Xen is a an open-source "hypervisor" that lets a single machine run multiple operating systems, a feature that's handy for consolidating work onto a smaller number of more efficiently used servers. However, while Linux runs relatively well on Xen, Windows' networking performance on Xen today is, charitably speaking, pokey.

The Xen modification, jointly developed by Intel and Novell, fixes this problem and boosts Windows' network speeds in a virtual machine nearly to that of the operating system running on a physical machine, said Carlos Montero-Luque, vice president of product management for Linux and open platforms business at Novell.

"Without it, network performance is very, very slow--less than 10 percent of (physical machine) speed. With it, we reach over 90 percent speed of a physical machine," Montero-Luque said.

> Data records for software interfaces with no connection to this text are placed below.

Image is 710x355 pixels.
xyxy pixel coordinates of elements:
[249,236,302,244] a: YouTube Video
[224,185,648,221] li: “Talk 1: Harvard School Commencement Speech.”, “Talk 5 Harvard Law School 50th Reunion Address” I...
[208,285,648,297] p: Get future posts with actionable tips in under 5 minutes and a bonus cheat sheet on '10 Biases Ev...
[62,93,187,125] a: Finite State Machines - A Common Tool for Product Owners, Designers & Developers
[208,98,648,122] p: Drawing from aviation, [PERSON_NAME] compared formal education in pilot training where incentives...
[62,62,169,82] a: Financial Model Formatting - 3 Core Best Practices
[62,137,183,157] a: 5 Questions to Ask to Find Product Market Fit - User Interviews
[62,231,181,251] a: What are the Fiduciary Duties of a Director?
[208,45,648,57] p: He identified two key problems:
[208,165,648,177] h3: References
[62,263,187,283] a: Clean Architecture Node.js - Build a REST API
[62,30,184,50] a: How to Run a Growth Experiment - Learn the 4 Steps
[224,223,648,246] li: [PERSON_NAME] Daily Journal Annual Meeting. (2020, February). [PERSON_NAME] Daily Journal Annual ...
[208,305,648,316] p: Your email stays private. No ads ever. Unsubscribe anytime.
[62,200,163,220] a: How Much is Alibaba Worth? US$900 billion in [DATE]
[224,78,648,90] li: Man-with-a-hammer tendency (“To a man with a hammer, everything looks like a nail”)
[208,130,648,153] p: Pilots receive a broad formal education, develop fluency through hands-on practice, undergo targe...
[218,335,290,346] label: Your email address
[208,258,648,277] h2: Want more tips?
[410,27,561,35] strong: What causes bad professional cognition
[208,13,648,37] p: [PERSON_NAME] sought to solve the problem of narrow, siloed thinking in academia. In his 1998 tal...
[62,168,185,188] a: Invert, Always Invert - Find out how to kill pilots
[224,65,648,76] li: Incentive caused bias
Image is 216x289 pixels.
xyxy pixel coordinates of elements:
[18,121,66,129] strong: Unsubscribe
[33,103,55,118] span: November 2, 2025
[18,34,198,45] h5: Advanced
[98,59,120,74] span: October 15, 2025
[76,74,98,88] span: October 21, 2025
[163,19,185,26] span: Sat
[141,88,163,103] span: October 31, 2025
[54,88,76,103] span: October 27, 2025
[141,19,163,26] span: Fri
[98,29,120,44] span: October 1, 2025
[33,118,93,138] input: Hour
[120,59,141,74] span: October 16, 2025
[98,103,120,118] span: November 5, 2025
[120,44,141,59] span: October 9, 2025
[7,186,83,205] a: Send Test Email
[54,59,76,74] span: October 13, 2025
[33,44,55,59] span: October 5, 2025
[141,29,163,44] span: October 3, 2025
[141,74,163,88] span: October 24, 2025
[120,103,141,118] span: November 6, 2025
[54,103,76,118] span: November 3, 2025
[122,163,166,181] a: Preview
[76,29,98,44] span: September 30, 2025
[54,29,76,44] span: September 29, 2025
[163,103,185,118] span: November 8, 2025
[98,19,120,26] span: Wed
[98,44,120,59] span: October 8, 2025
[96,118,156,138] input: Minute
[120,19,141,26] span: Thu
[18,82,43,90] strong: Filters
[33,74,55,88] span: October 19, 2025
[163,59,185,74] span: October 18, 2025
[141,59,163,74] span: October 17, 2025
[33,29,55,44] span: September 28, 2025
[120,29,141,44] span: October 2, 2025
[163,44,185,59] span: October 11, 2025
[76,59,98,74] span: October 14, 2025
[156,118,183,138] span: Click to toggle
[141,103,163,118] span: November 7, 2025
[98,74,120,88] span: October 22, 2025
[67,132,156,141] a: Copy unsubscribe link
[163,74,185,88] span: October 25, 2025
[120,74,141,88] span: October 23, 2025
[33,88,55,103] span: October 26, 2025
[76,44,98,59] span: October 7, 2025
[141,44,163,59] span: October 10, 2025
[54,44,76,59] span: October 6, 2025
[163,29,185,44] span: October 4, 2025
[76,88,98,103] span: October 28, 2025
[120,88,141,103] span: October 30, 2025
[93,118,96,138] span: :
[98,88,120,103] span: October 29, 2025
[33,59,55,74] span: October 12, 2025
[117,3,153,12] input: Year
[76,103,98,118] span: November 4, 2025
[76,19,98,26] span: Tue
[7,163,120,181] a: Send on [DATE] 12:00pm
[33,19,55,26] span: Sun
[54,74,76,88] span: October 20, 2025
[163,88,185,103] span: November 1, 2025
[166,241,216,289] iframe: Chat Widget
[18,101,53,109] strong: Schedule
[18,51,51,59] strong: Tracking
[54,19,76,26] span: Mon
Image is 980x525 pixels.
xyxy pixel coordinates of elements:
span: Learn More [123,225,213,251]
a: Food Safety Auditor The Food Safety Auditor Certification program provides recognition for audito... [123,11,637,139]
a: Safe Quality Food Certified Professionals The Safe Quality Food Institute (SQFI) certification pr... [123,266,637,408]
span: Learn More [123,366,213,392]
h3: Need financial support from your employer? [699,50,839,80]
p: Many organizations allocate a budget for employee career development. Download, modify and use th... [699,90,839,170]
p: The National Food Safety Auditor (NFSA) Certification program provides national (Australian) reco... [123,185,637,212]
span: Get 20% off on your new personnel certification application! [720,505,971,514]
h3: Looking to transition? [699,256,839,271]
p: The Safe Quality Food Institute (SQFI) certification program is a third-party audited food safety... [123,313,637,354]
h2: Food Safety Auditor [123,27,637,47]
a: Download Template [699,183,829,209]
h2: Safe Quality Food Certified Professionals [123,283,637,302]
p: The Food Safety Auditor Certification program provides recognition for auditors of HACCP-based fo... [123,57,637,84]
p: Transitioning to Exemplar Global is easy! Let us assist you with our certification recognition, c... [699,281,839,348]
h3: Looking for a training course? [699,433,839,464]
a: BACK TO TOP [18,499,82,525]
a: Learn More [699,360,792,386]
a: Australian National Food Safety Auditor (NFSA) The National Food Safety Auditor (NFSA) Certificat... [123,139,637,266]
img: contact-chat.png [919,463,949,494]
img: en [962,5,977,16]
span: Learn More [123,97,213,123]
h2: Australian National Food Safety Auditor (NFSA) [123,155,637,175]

The partnership highlights both the technical hurdles in the way of virtualization's promise and the cross-company work that can be important to getting over those hurdles. Virtualization involves many different layers of the technology stack, including a computer's hardware, the hypervisor, the operating system and management software.

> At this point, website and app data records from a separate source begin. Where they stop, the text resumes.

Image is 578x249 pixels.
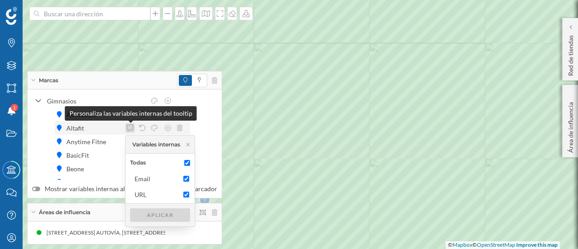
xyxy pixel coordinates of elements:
[516,241,557,248] a: Improve this map
[66,150,93,160] div: BasicFit
[134,175,150,182] div: Email
[183,191,189,197] input: URL
[66,123,88,133] div: Altafit
[65,106,197,120] div: Personaliza las variables internas del tooltip
[66,164,88,173] div: Beone
[130,159,146,166] div: Todas
[566,98,575,153] p: Área de influencia
[134,190,146,198] div: URL
[32,184,217,193] label: Mostrar variables internas al pasar el ratón sobre el marcador
[39,208,90,216] span: Áreas de influencia
[66,137,116,146] div: Anytime Fitness
[184,160,190,166] input: Todas
[566,32,575,76] p: Red de tiendas
[6,7,17,25] img: Geoblink Logo
[445,241,560,249] div: © ©
[183,176,189,181] input: Email
[47,96,145,106] div: Gimnasios
[13,103,16,112] span: 1
[132,140,180,148] div: Variables internas
[66,177,106,187] div: Bodyfactory
[452,241,472,248] a: Mapbox
[39,76,58,84] span: Marcas
[9,6,87,14] span: Assistència tècnica
[477,241,515,248] a: OpenStreetMap
[44,228,227,237] div: [STREET_ADDRESS] AUTOVÍA, [STREET_ADDRESS] (15 min Conduciendo)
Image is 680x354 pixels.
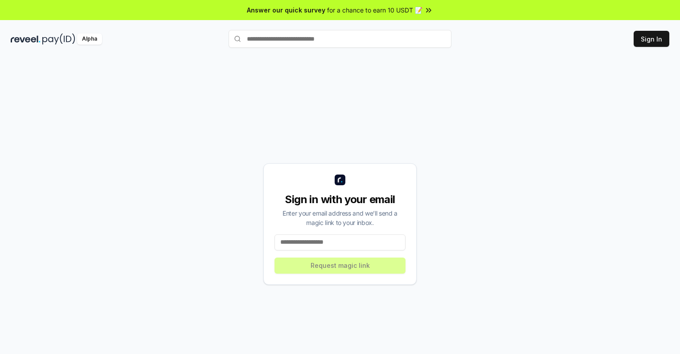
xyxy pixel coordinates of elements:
[77,33,102,45] div: Alpha
[634,31,670,47] button: Sign In
[247,5,325,15] span: Answer our quick survey
[327,5,423,15] span: for a chance to earn 10 USDT 📝
[275,208,406,227] div: Enter your email address and we’ll send a magic link to your inbox.
[335,174,345,185] img: logo_small
[11,33,41,45] img: reveel_dark
[275,192,406,206] div: Sign in with your email
[42,33,75,45] img: pay_id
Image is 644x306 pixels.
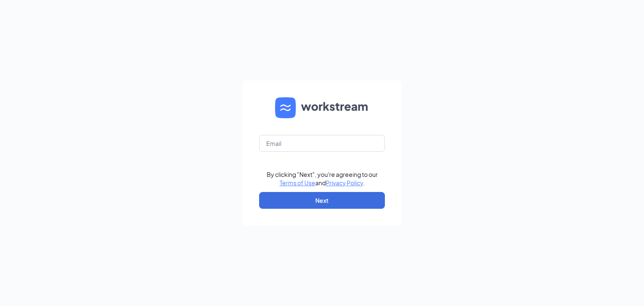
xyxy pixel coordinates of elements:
div: By clicking "Next", you're agreeing to our and . [267,170,377,187]
a: Privacy Policy [325,179,362,187]
button: Next [259,192,384,209]
input: Email [259,135,384,152]
a: Terms of Use [280,179,316,187]
img: WS logo and Workstream text [275,97,368,118]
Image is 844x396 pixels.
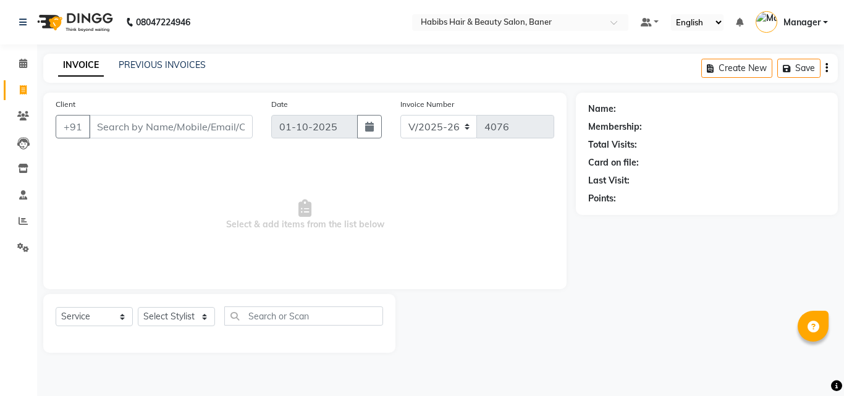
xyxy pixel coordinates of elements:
[588,192,616,205] div: Points:
[588,120,642,133] div: Membership:
[56,153,554,277] span: Select & add items from the list below
[588,174,629,187] div: Last Visit:
[756,11,777,33] img: Manager
[783,16,820,29] span: Manager
[56,99,75,110] label: Client
[588,156,639,169] div: Card on file:
[136,5,190,40] b: 08047224946
[89,115,253,138] input: Search by Name/Mobile/Email/Code
[32,5,116,40] img: logo
[777,59,820,78] button: Save
[792,347,832,384] iframe: chat widget
[588,138,637,151] div: Total Visits:
[119,59,206,70] a: PREVIOUS INVOICES
[701,59,772,78] button: Create New
[400,99,454,110] label: Invoice Number
[224,306,383,326] input: Search or Scan
[588,103,616,116] div: Name:
[56,115,90,138] button: +91
[58,54,104,77] a: INVOICE
[271,99,288,110] label: Date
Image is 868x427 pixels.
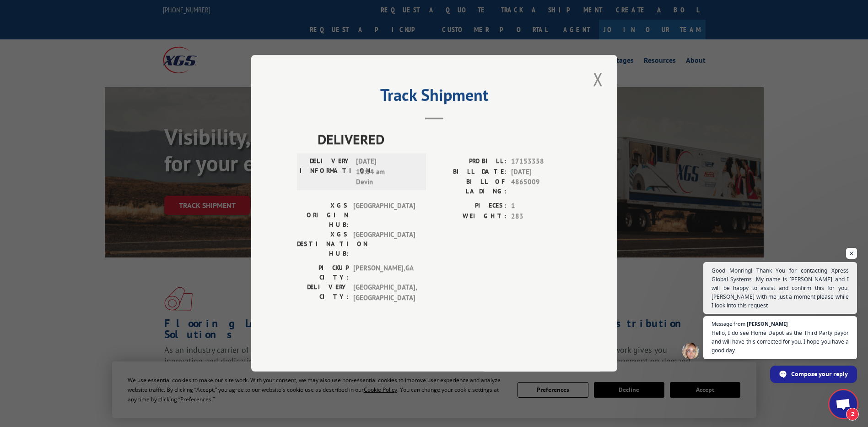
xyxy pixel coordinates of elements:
[318,129,572,150] span: DELIVERED
[297,88,572,106] h2: Track Shipment
[590,67,606,92] button: Close modal
[511,156,572,167] span: 17153358
[830,390,857,418] a: Open chat
[354,230,415,259] span: [GEOGRAPHIC_DATA]
[434,156,507,167] label: PROBILL:
[511,167,572,178] span: [DATE]
[297,201,349,230] label: XGS ORIGIN HUB:
[354,201,415,230] span: [GEOGRAPHIC_DATA]
[846,408,859,420] span: 2
[434,167,507,178] label: BILL DATE:
[791,366,848,382] span: Compose your reply
[354,282,415,303] span: [GEOGRAPHIC_DATA] , [GEOGRAPHIC_DATA]
[297,263,349,282] label: PICKUP CITY:
[712,321,745,326] span: Message from
[511,201,572,212] span: 1
[434,201,507,212] label: PIECES:
[434,178,507,197] label: BILL OF LADING:
[712,329,849,354] span: Hello, I do see Home Depot as the Third Party payor and will have this corrected for you. I hope ...
[354,263,415,282] span: [PERSON_NAME] , GA
[356,156,418,187] span: [DATE] 10:34 am Devin
[712,266,849,310] span: Good Monring! Thank You for contacting Xpress Global Systems. My name is [PERSON_NAME] and I will...
[434,211,507,222] label: WEIGHT:
[511,211,572,222] span: 283
[299,156,352,187] label: DELIVERY INFORMATION:
[297,230,349,259] label: XGS DESTINATION HUB:
[747,321,788,326] span: [PERSON_NAME]
[297,282,349,303] label: DELIVERY CITY:
[511,178,572,197] span: 4865009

To run on Xen, Windows still requires virtualization support available in newer x86 chips--Intel Virtualization Technology (VT) or Advanced Micro Devices' equivalent, AMD-V. But the new software enables network and disk access to run much more quickly, said Dirk Hohndel, chief technologist of Intel open-source technology center.

"Think of it as the host (Xen) operating system getting out of the way," Hohndel said. "The guest (virtual machine) operating system gets access to the device."

Novell is releasing the software in an open pilot project with its Novell's Suse Linux Enterprise Server 10, Montero-Luque said. It will be released to all customers with Service Pack 1 of SLES 10, due to ship this spring with Xen 3.0.4, he said. The software works either with Intel's VT or with AMD-V, he said.

In addition, Novell plans to announce that through its patent and technology partnership with Microsoft, rival Microsoft will provide joint technical support for customers running Windows Server 2003 R3 atop a platform of Xen from SLES.